Memory Zero(73)

The other woman in the cell was someone she knew. "Lyssa," she said, surprised. "How the hell did you get here? I thought Stephan was sending you to stay with his old man?"

Surprise flitted through Lyssa's blue eyes, followed quickly by pain. She took a deep breath, and then released it in a sigh that was somehow mournful. "I have not seen Stephan for at least six months. Nor have I met you, officer."

"But ... I saw you, yesterday." She hesitated. Gabriel had said some shifters were multi-shifters. The Lyssa she'd seen with Stephan was definitely a shifter. She was getting no such reading from this woman, though that didn't mean she wasn't a shifter. This talent of hers seemed to be very selective about who it did, and didn't, pick up.
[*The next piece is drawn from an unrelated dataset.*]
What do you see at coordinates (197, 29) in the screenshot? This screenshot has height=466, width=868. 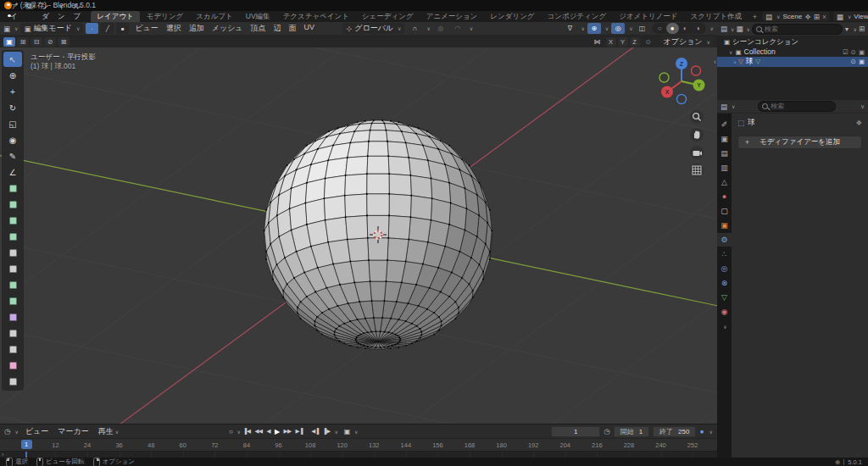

"That wasn't me, officer."

"Obviously not, if you're here."

The ropes finally came off. She rubbed her wrists, then shook her legs to get the circulation going properly again. Big mistake. The rope burns began to ache with renewed vigor.

"Those wounds need tending," Karl's wife commented. "They'll get infected, otherwise."
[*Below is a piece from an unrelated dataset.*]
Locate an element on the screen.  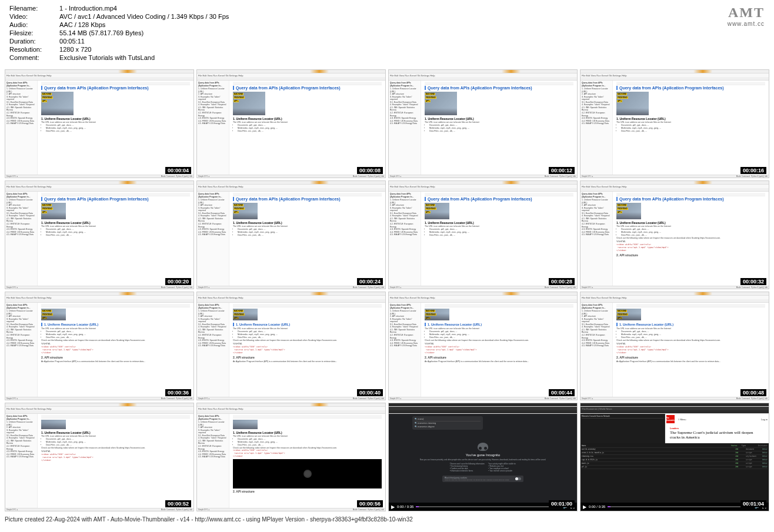
timestamp: 00:00:20 is located at coordinates (178, 282).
Right now, infection was the least of her worries. "Has Jack been down here? Said anything to you two?"

Both women shook their heads. "We're fed through the slot in the door three times a day," Lyssa said. "They escort us to the showers once a day, and they bring in a box load of books and magazines every week. But it is always the same two men, and neither will answer any of our questions."

So Jack had no obvious intention of harming them. He just wanted them out of the way. She glanced at Karl's wife — Jan, if she remembered correctly. "How long have you been here?"

"Just a day."

Snatching her had to have been a last minute plan — maybe a result of Sam unexpectedly finding the disks. And if Jack knew Gabriel was close to Karl, it would be an easy enough guess that, sooner or later, he would take her there.
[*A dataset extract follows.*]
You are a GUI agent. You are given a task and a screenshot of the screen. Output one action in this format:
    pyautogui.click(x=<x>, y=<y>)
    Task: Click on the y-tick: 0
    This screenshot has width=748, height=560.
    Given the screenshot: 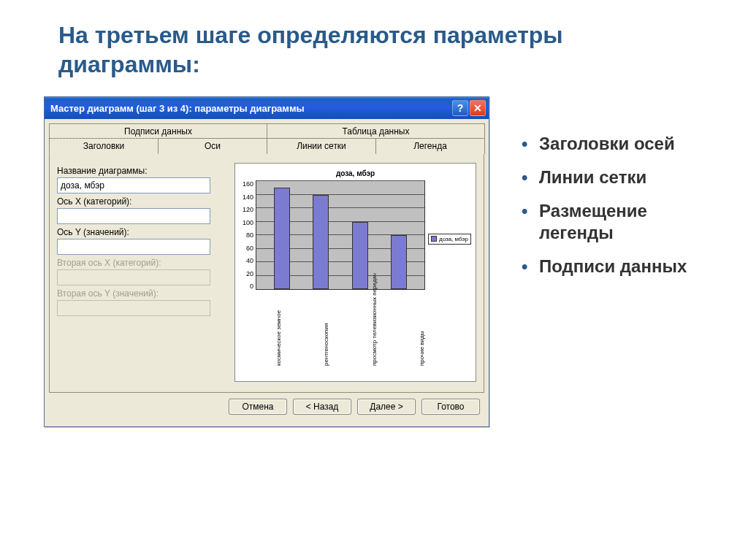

She looked at Lyssa. "They haven't said anything to you, in the six months you've been here?"

"No," Lyssa hesitated, her hand drifting down to her stomach. It was only then that Sam noticed the telltale rounding. "I fear my child will be born with Stephan never knowing."

She obviously didn't know about the shapeshifter taking her place. Nor was it the time to really tell her. "Believe me, I fully intend to get us all out of this before that ever happens."

But first, she had to find out what Jack was up to. She bent down and picked up the ropes. "I'm going to have to lock you back in for now. Jack obviously has no intention of harming either of you, and until I know what he's up to, and where exactly we are, I don't want to do anything that may jeopardize that situation."

The two women nodded. She spun and walked out of their cell, carefully locking the door again. Then she made her way back to her own cell. Retrieving her boot, she slipped it back on then shoved the decoder back. The ropes she flung under the bed, just in case she needed them later. Then she sat on the bed and waited.

The sun was well on the way to setting by the time the two men came back. They glanced at her hands and feet, then at each other, surprise evident in their expressions. One stepped back and pulled out a gun, motioning her to follow the other man.

She climbed off the bed and followed the taller of the two men. He led her up the stairs, then down a long corridor remarkable only for its antiseptic whiteness. A door swooshed open at the far end, revealing yet another corridor. Their footsteps echoed hollowly, as if it were metal flooring hung in space rather than anchored to the ground. Another door opened and they finally entered a room.

It was sparsely furnished — containing only a white desk and two cheap-looking chairs. Her escorts stopped and motioned her to sit. She chose the chair in the farthest corner and watched the first man walk round the desk to the com-screen.

"She's here."

"Send her in. I want you and Roston to remain outside."

Roston. The man with the Irish brogue — the man who'd called Jack several times in the week before he disappeared. He had blond hair, a scraggly ginger beard, and green eyes that were feral and full of anger. A shapechanger, she thought, and one not in full control of his other nature.

The door behind the desk slid open. Beyond it, she saw warm amber walls and a tapestry depicting two knights at battle, one dark, one light. Oddly fitting, given the situation. Jack had often considered himself something of a dark knight. But was she the light? Or something else entirely?

Roston motioned her into the room. She rose and entered. Jack stood at the far end of the room, hands behind his back, staring at another picture rather than facing her. The door slid shut, and the lock clicked home, trapping her in the room with a probable madman. She looked quickly around. No windows through which to escape, and very little in the way of loose furnishings to grab as a weapon — which certainly was deliberate.

Jack finally turned around to face her. He looked no different from the last time she'd seen him. No different from the clone she'd shot. Only his gaze gave the game away. It held a coldness that went beyond anything she'd ever seen before.

He was a vampire with an agenda all his own. Not her partner. Not her friend.

"How nice of you to join me," he said.

Her smile was thin. "Why? Were you falling apart?"

"Still seeking sanctuary in humor when faced with tough situations, I see." He motioned her to a chair that was firmly bolted to the floor. "Please, sit down."